"Stop and Smell the Roses"
Starting a new section today with 'Faith and Joy with a Country Flavor'. Country music is not my main interest, and I was actually glad to have a few days on this song, as much as I was also highly impatient with my lack of blogging time. Come the end of the day I've been too tired to do anything but fall into bed. I'm probably still singing this too 'straight', but it got a bit better as I played with it for a few days. These older, more classic country songs are close enough to folk to please me. I doubt that I'm going to find any songs about trucks, or women's butts, in the Reader's Digest Faith and Joy collection, thankfully.
We found out a little while back that my grandfather, my father's father, is dying.

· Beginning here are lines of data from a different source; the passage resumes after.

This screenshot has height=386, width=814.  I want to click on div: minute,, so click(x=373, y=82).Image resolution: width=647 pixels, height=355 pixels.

Finally. He has what amounts to systemic cancer, as well as leukemia and emphysema. He's 88, and pretty much crazy. [See 8 December 2005 for background on dear old Granddaddy.] Because I haven't seen him in so long, and I will most likely not see him before his death, this news of his impending mortality is a very strange itchy feeling.

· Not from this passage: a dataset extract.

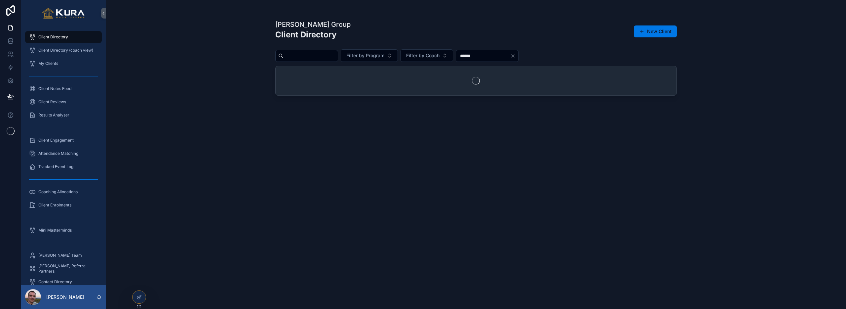  What do you see at coordinates (52, 102) in the screenshot?
I see `span: Client Reviews` at bounding box center [52, 102].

If this were an optimistic book or movie, all of this would end with a lovely death bed forgiveness scene, with my father on the forgiveness end. My grandfather would apologize for how badly he's treated him all these years, and write him back into the will, the whole shebang. None of this is going to happen. Somewhat morbidly, I just want it to be over now. I want to go to the funeral, and see all the other relatives from that side of the family, people I haven't seen in decades, people my daughter has never met. I want to see people with my face. I want my grandfather to be dead, so that my father can start to heal that wound, as much as is possible to do so.
I want to take my daughter to see her only living great-grandmother. I want to visit my grandmother once a month for the rest of her life (she's ninety, that makes me nervous as I weave this plan of mine). I want to have her bake me a pie, teach me in person the secret of her fabulous crust. I want to ask her about all of her family stories: maybe she'll tell me, when my grandfather is finally gone, how she came to have two children out of wedlock before she married my grandfather. Maybe she'll tell me what happened to her oldest child, my uncle. Where did he go? I want to know what her life has been, not just how badly things went with my grandfather, but the other stuff. What is the other stuff, Grandmom? I want her to see my daughter, and to have my daughter have memories of her great-grandmother. I want to take pictures, have pictures taken of us all together. I want to ask my grandmother if her body is like my body, what growing old has been like for her in this body that might be like mine. I want to ask what her childhood was like.
This state of limbo is okay, as well. I know it won't last forever, and until then, I can hold in a tiny part of my heart some fantasy that my grandfather will make peace with my father, will make peace with me, my mother, my siblings. I can try to forgive him, even a little, while we still share the same planet.